Who’s The Audience?
I used to view the worship service in church as a time for entertainment. Speaking of folks like me, Sören Kierkegaard said that we tend to think of church as a kind of theater: We sit in the audience, attentively watching the actors onstage. If sufficiently entertained, we show our gratitude with applause. Church, though, should be the opposite of the theater. God is the audience for our worship.
Contract Faith
Sometimes people who serve God live with an unstated “contract faith.” Because they give time and energy to work for God, they think they deserve special treatment in return.
Parallel Universes
Every so often I catch myself wondering about the whole grand scheme of faith. I stand in an airport, for example, watching important-looking people in business suits, briefcases clutched to their sides, as they pause at an espresso bar before scurrying off to another concourse. Do any of them ever think about God? I wonder.
Advanced School
We tend to compartmentalize our lives. We fill our days with activities such as work, errands, chores, caring for children. And then we try to carve out time for “spiritual” activities such as church, small groups, personal devotions.
Declaration Of Dependence
Adults celebrate when children learn to do something on their own: get dressed, brush their teeth, tie shoelaces, ride a bike, walk to school.
Why Suffer?
Jesus taught that the world seen from God’s viewpoint is tilted in favor of the oppressed. This teaching emerges in the Sermon on the Mount and other statements of Jesus: the first will be last (Matt. 19:30; Mark 10:31; Luke 13:30), and he who humbles himself will be exalted (Luke 14:11; 18:14). But why would God single out the oppressed for special attention?
Becoming Inclined To God
I have learned much about the conscious remembrance of God from Brother Lawrence, a cook in a 17th-century monastery. In his book The Practice of the Presence of God, Brother Lawrence mentioned practical ways to “offer God your heart from time to time in the course of the day,” even in the midst of chores such as cooking or repairing shoes. One’s depth of spirituality, said Lawrence, does not depend on changing things you do but rather changing your motive—doing for God what you ordinarily do for yourself.
The Rescue Business
Living in Colorado, I climb mountains. On summer weekends, I see casual hikers who have no idea what they are doing. In sandals, shorts, and T-shirts, carrying a single container of water, they start up a trail at mid-morning. They have no map, no compass, and no rain gear.
God Incidents
In the normal course of providence, God works in and through creation, not despite it. For this reason, some answers to prayer are difficult to prove with certainty.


▶ **ACTIVITY**:
The full listing, word for word and free of images, is the expected result.

▶ **PROVIDED ENTRIES**:
◇ ◇ ◇ ◇

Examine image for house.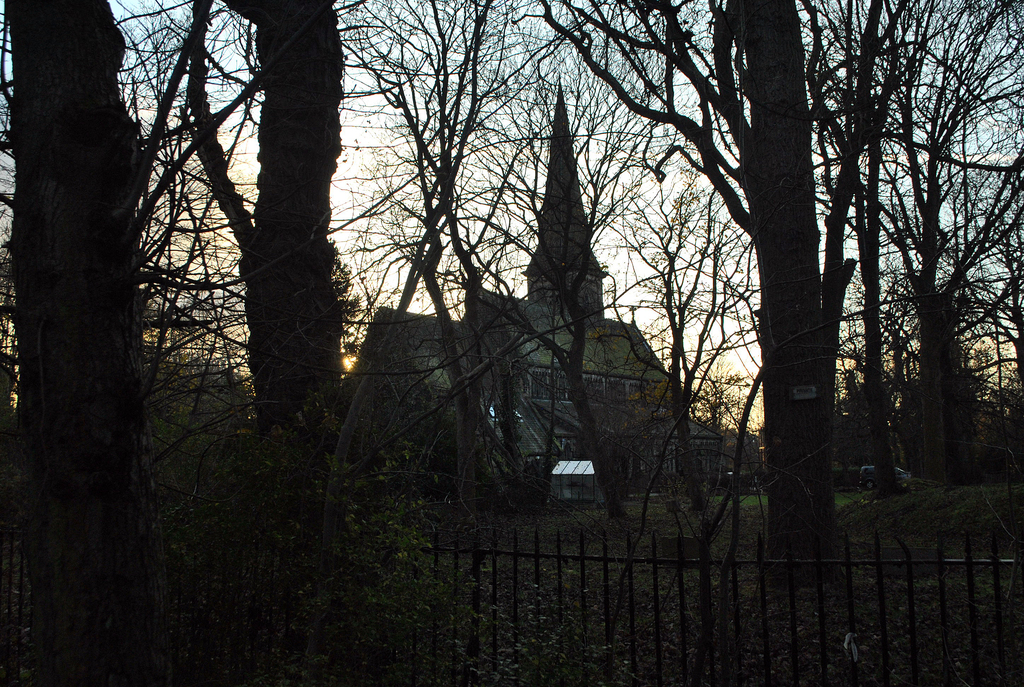
Examination result: rect(336, 283, 699, 515).
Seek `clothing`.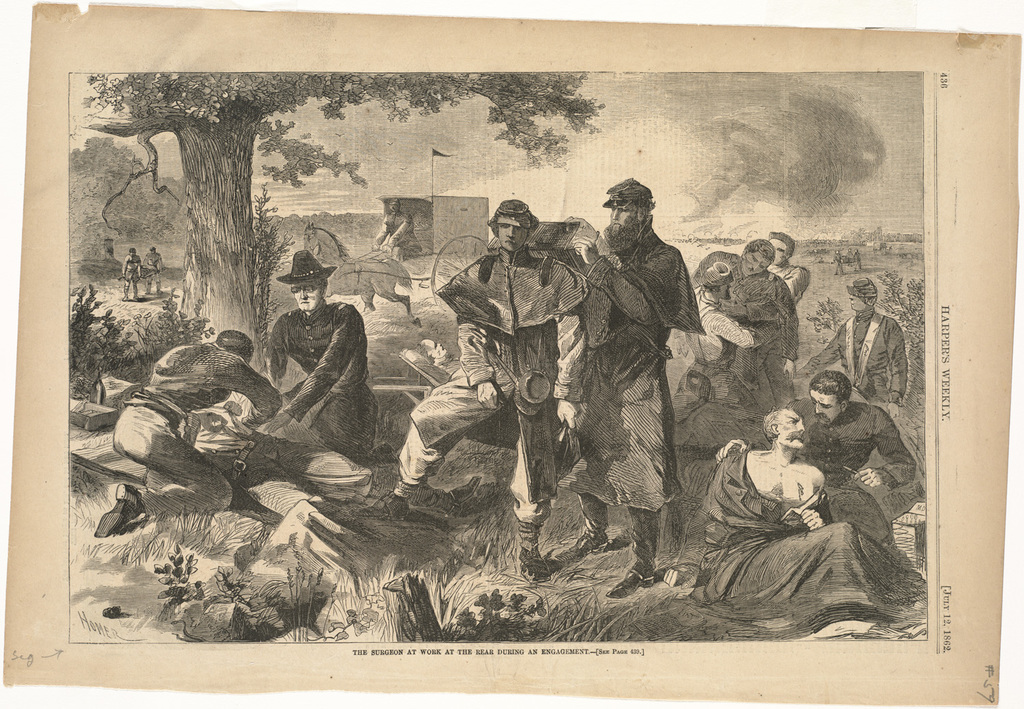
[left=810, top=314, right=918, bottom=403].
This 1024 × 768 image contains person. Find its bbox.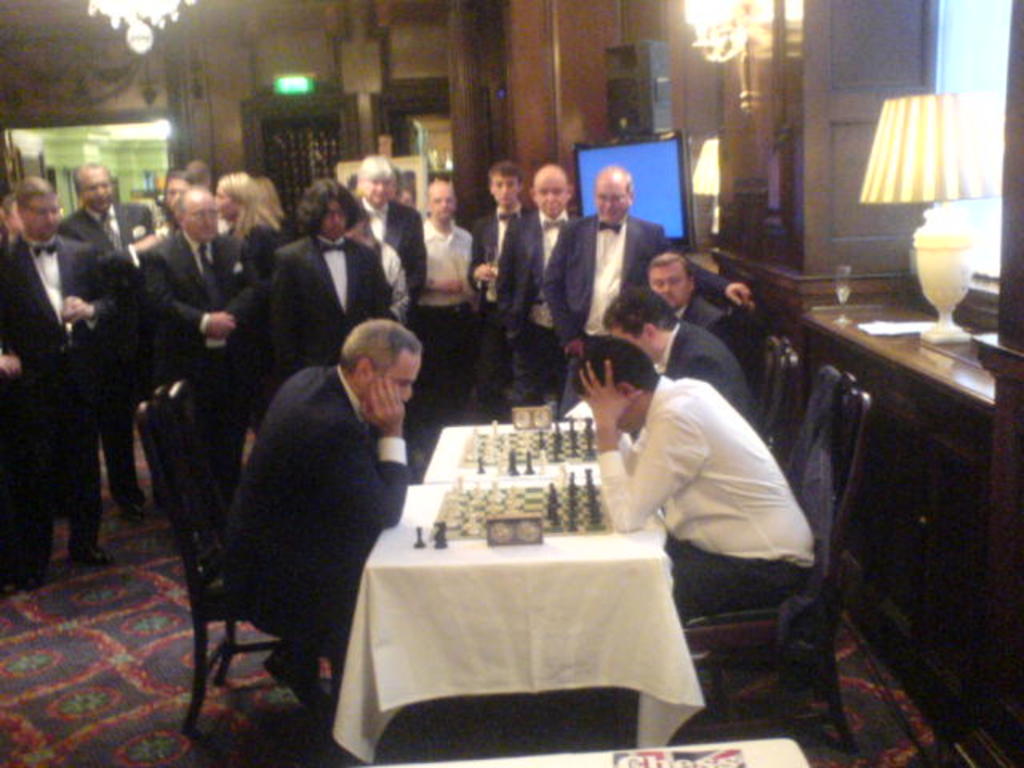
x1=414, y1=171, x2=482, y2=368.
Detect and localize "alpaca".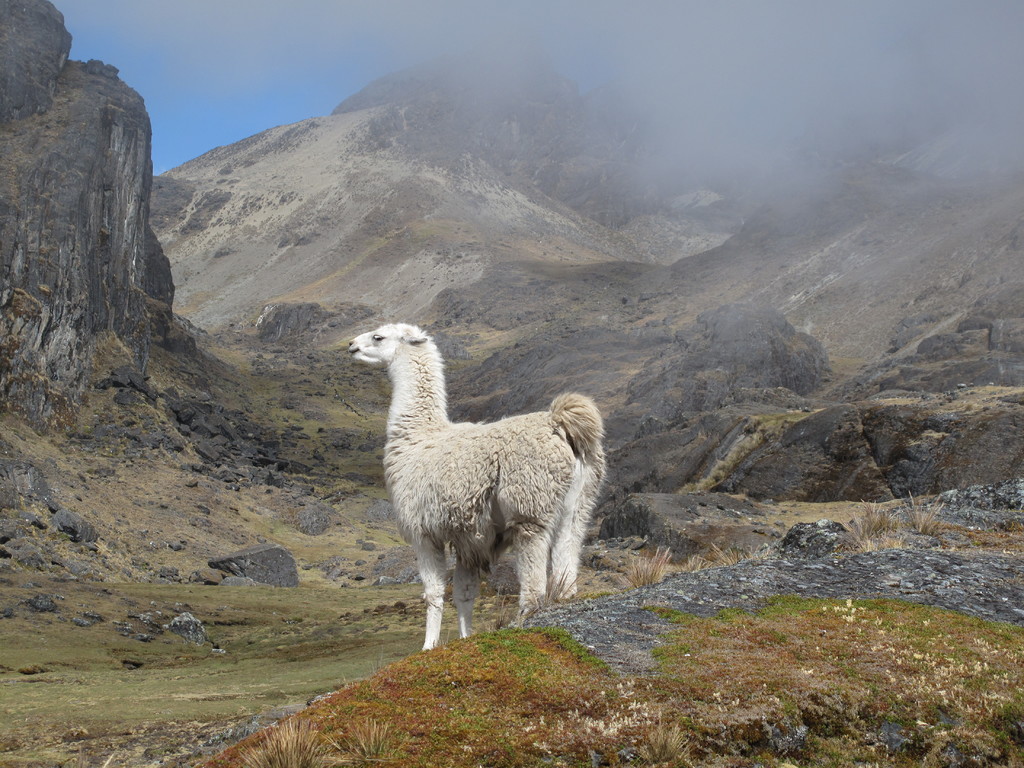
Localized at {"left": 348, "top": 320, "right": 612, "bottom": 652}.
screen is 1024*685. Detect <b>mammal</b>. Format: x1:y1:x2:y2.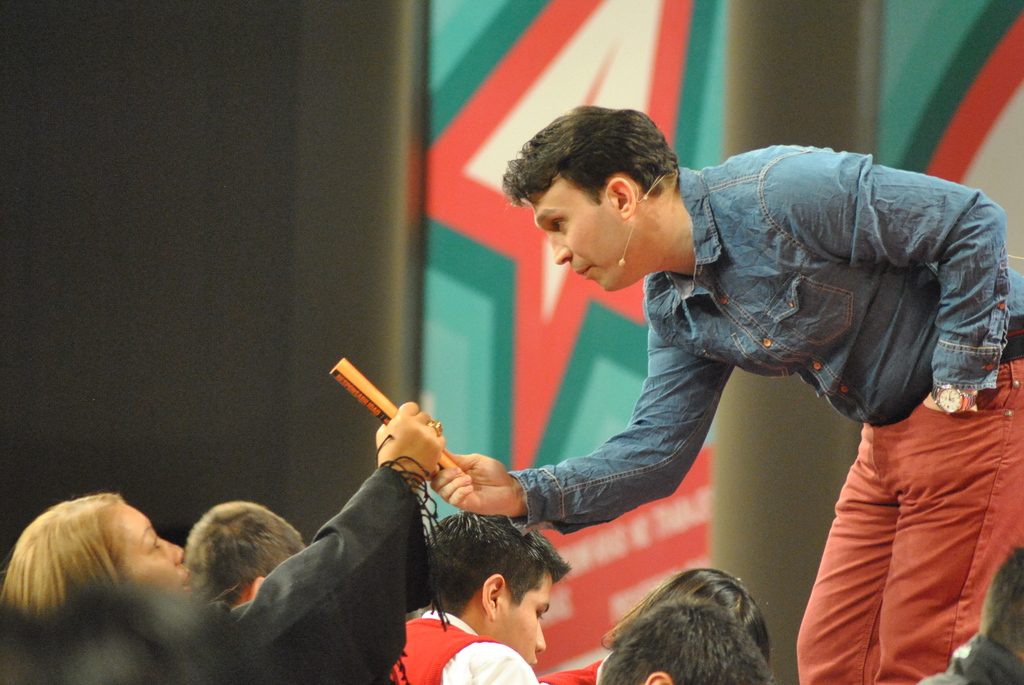
4:436:447:684.
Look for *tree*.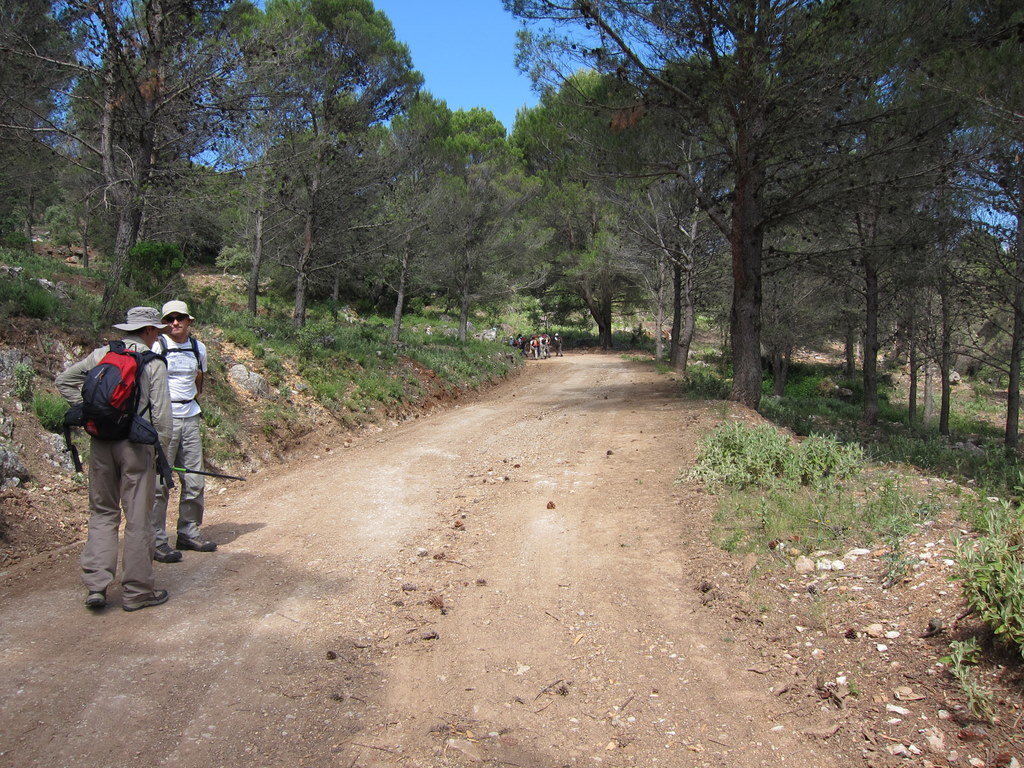
Found: (514,49,860,378).
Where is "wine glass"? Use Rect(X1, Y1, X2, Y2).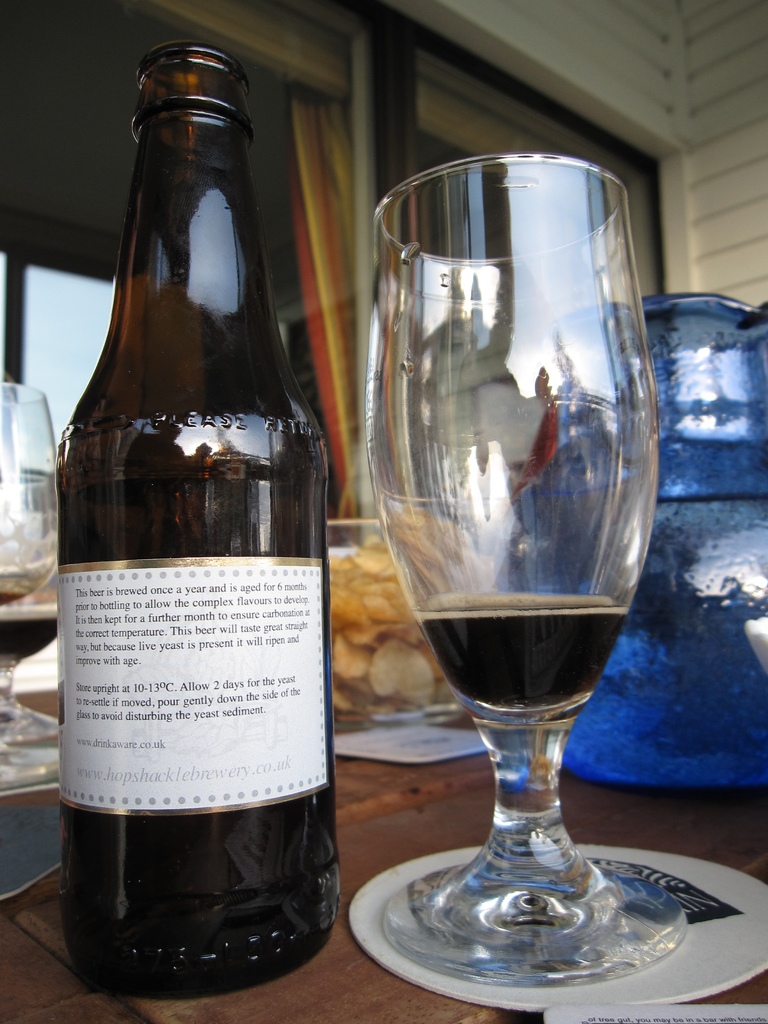
Rect(374, 158, 694, 991).
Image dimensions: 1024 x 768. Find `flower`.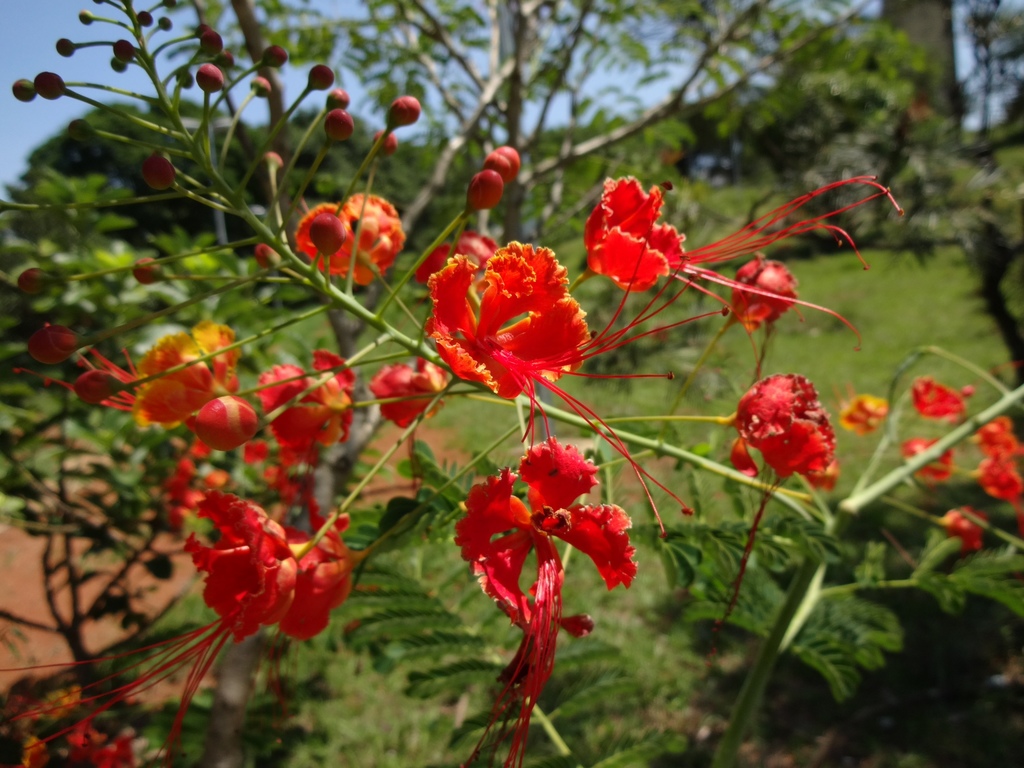
bbox=[726, 372, 829, 500].
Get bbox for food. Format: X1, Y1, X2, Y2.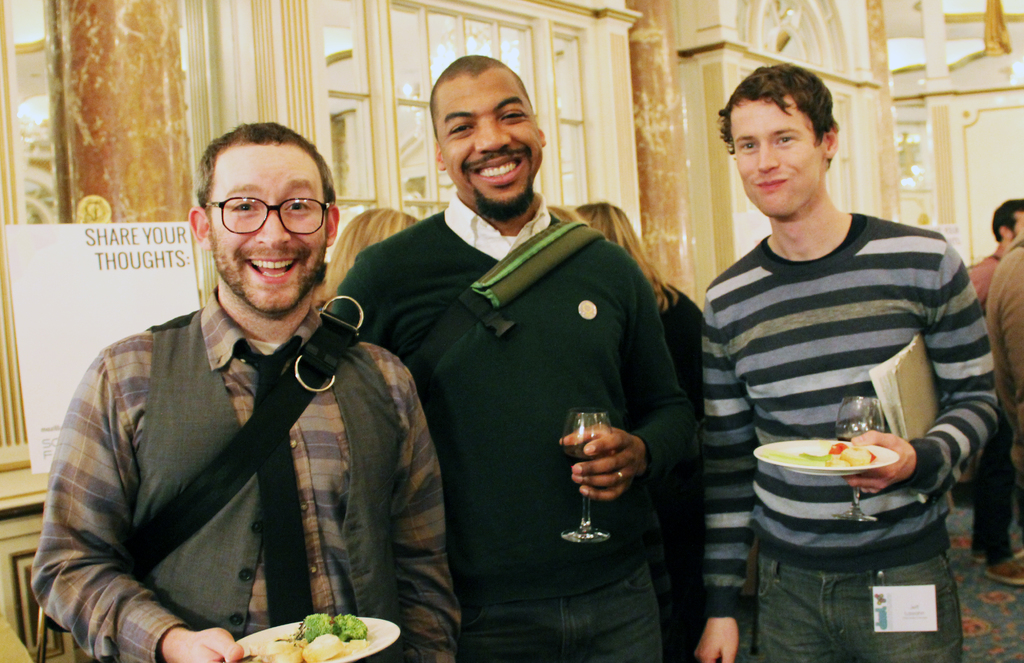
236, 614, 371, 662.
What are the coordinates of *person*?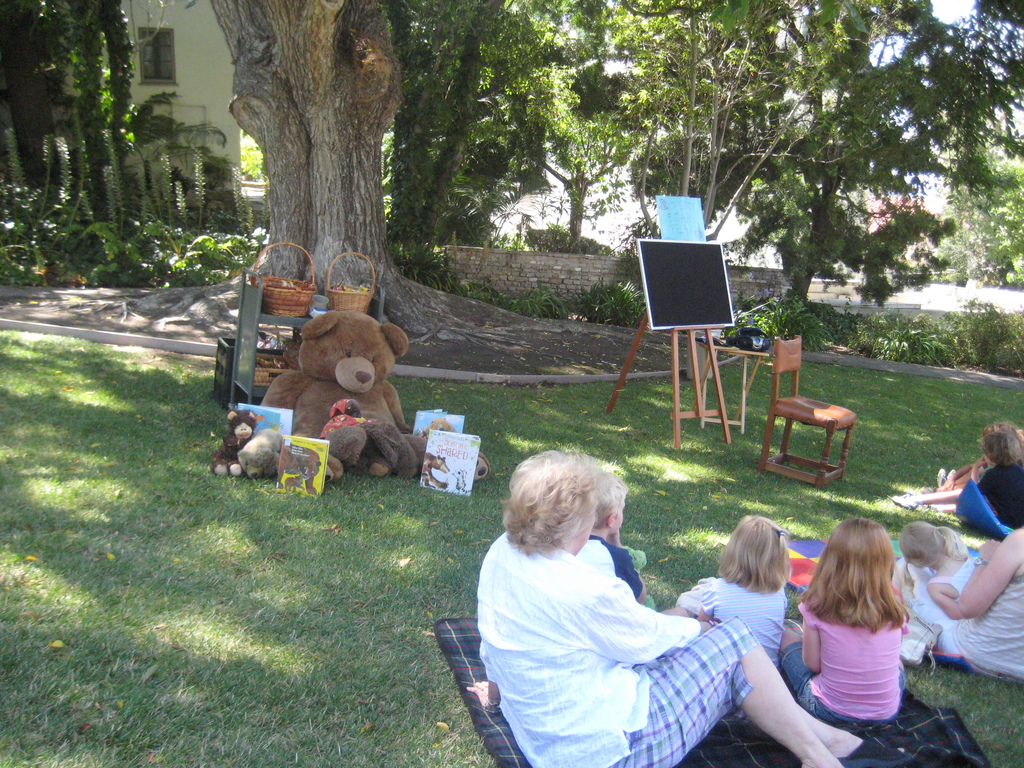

◇ ◇ ◇ ◇

▶ **SOLUTION FOR THIS PROBLEM**:
Examine image for house.
Examination result: rect(336, 283, 699, 515).
Seek `clothing`.
[left=810, top=314, right=918, bottom=403].
This 1024 × 768 image contains person. Find its bbox.
x1=414, y1=171, x2=482, y2=368.
Detect and localize "alpaca".
Localized at {"left": 348, "top": 320, "right": 612, "bottom": 652}.
screen is 1024*685. Detect <b>mammal</b>. Format: x1:y1:x2:y2.
4:436:447:684.
Look for *tree*.
Found: (514,49,860,378).
Where is "wine glass"? Use Rect(X1, Y1, X2, Y2).
Rect(374, 158, 694, 991).
Image dimensions: 1024 x 768. Find `flower`.
bbox=[726, 372, 829, 500].
Get bbox for food. Format: X1, Y1, X2, Y2.
236, 614, 371, 662.
What are the coordinates of *person*?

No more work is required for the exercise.